The key glacier, Ol’ Skintop, had retreated 4.62 Grables during the last twenty-four-hour period. And the temperature, at noon in New York, had exceeded the previous day’s by 1.46 Wagners. In addition the humidity, as the oceans evaporated, had increased by 16 Selkirks. So things were hotter and wetter; the great procession of nature clanked on, and toward what? Hnatt pushed the ‘pape away, and picked up the mail which had been delivered before dawn… it had been some time since mailmen had crept out in daylight hours.
The first bill which caught his eye was the apt’s cooling pro-rated swindle; he owed Conapt 492 exactly ten and a half skins for the last month—a rise of three-fourths of a skin over April. Someday, he said to himself, it’ll be so hot that nothing will keep this place from melting; he recalled the day his l-p record collection had fused together in a lump, back around ’04, due to a momentary failure of the building’s cooling network. Now he owned iron oxide tapes; they did not melt. And at the same moment every parakeet and Venusian ming bird in the building had dropped dead. And his neighbor’s turtle had been boiled dry. Of course this had been during the day and everyone—at least the men—had been at work. The wives, however, had huddled at the lowest subsurface level, thinking (he remembered Emily telling him this) that the fatal moment had at last arrived. And not a century from now, but now. The Caltech predictions had been wrong… only of course they hadn’t been; it had just been a broken power-lead from the N.Y. utility people. Robot workmen had quickly shown up and repaired it.
In the living room his wife sat in her blue smock, painstakingly painting an unfired ceramic piece with glaze; her tongue protruded and her eyes glowed… the brush moved expertly and he could see already that this was going to be a good one. The sight of Emily at work recalled to him the task that lay before him, today: one which he did not relish.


Here the job is to retype the data word for word while leaving the pictures aside.

*** MATERIAL SHOWN ***

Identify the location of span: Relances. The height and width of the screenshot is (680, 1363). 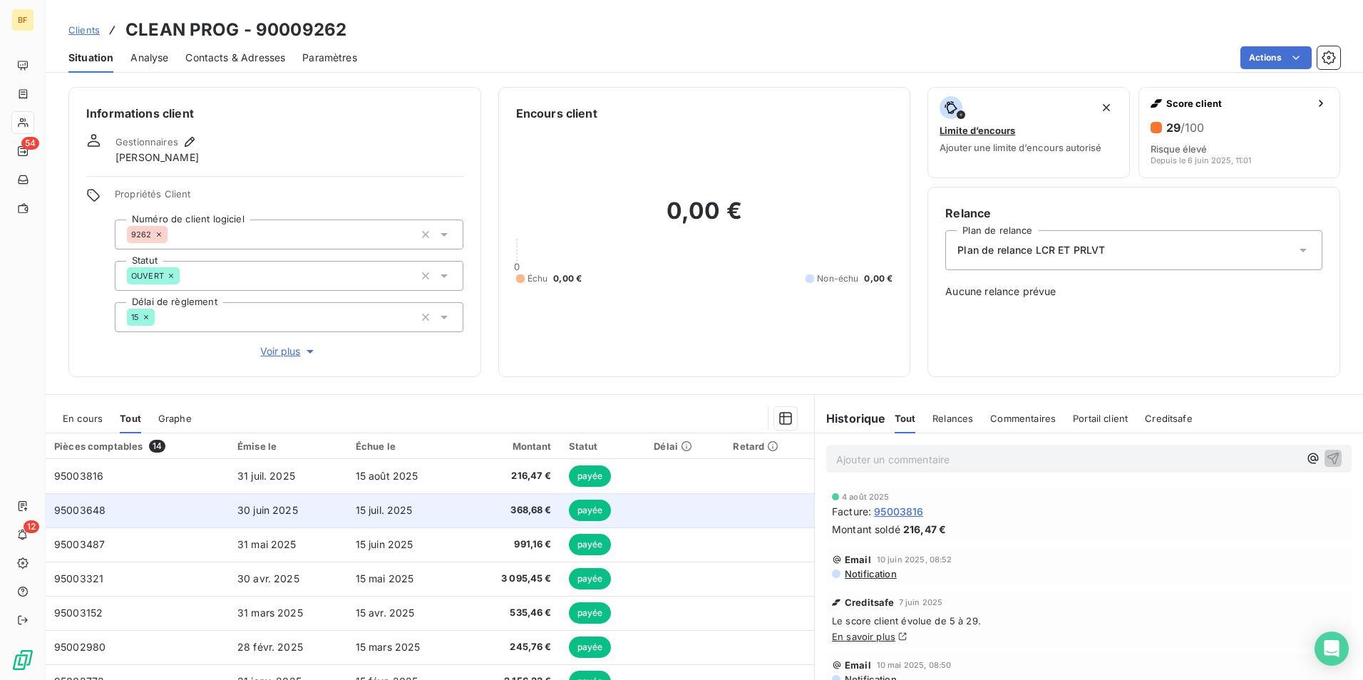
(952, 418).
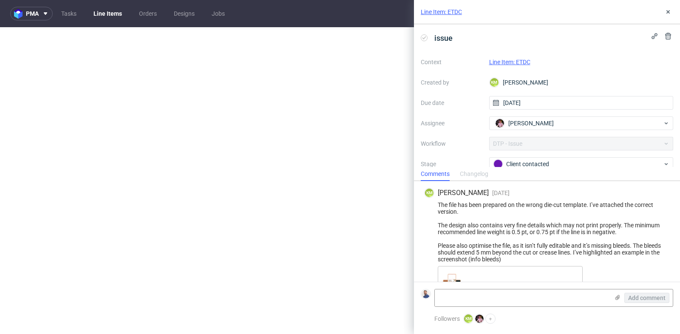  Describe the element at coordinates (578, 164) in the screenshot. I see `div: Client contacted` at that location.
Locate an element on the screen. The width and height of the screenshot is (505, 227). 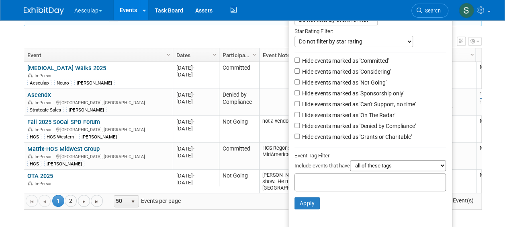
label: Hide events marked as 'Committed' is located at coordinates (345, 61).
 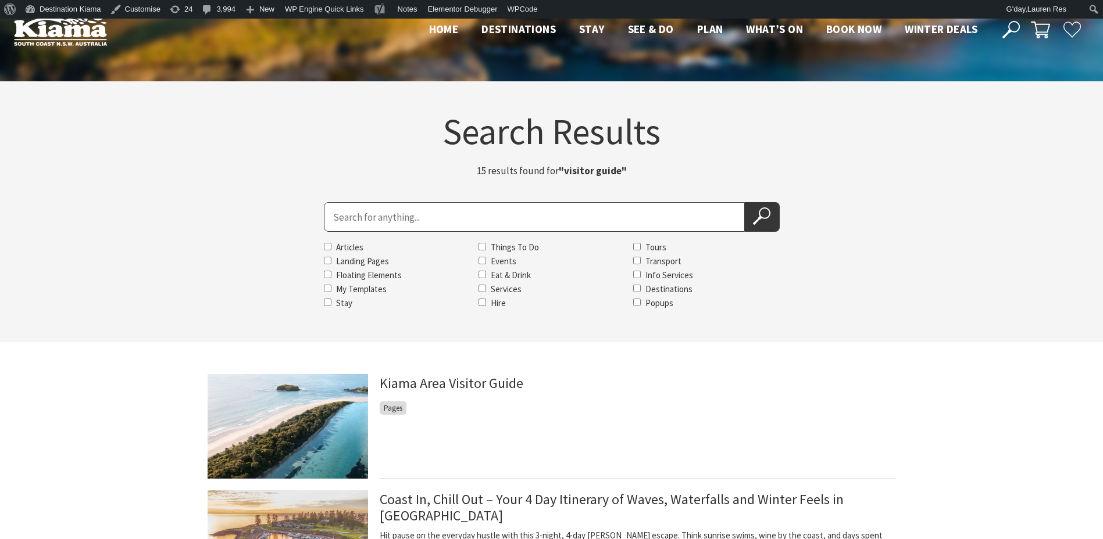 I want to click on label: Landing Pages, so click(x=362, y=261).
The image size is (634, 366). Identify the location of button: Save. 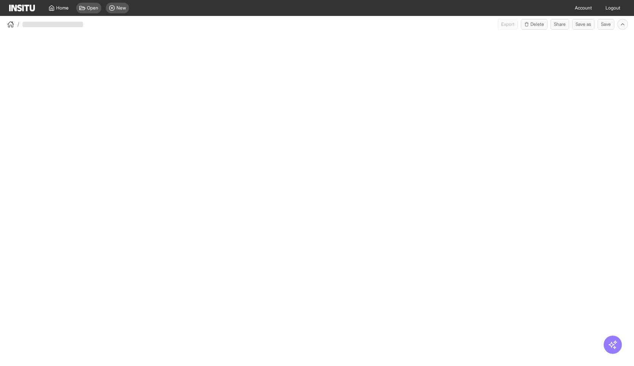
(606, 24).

*** End of MATERIAL SHOWN ***

RESPONSE TO THE TASK>
Identify the location of span: Relances. The height and width of the screenshot is (680, 1363). 
(952, 418).
  Describe the element at coordinates (578, 164) in the screenshot. I see `div: Client contacted` at that location.
Locate an element on the screen. The width and height of the screenshot is (505, 227). 
label: Hide events marked as 'Committed' is located at coordinates (345, 61).
  I want to click on label: Landing Pages, so click(x=362, y=261).
The image size is (634, 366). Identify the location of button: Save. 
(606, 24).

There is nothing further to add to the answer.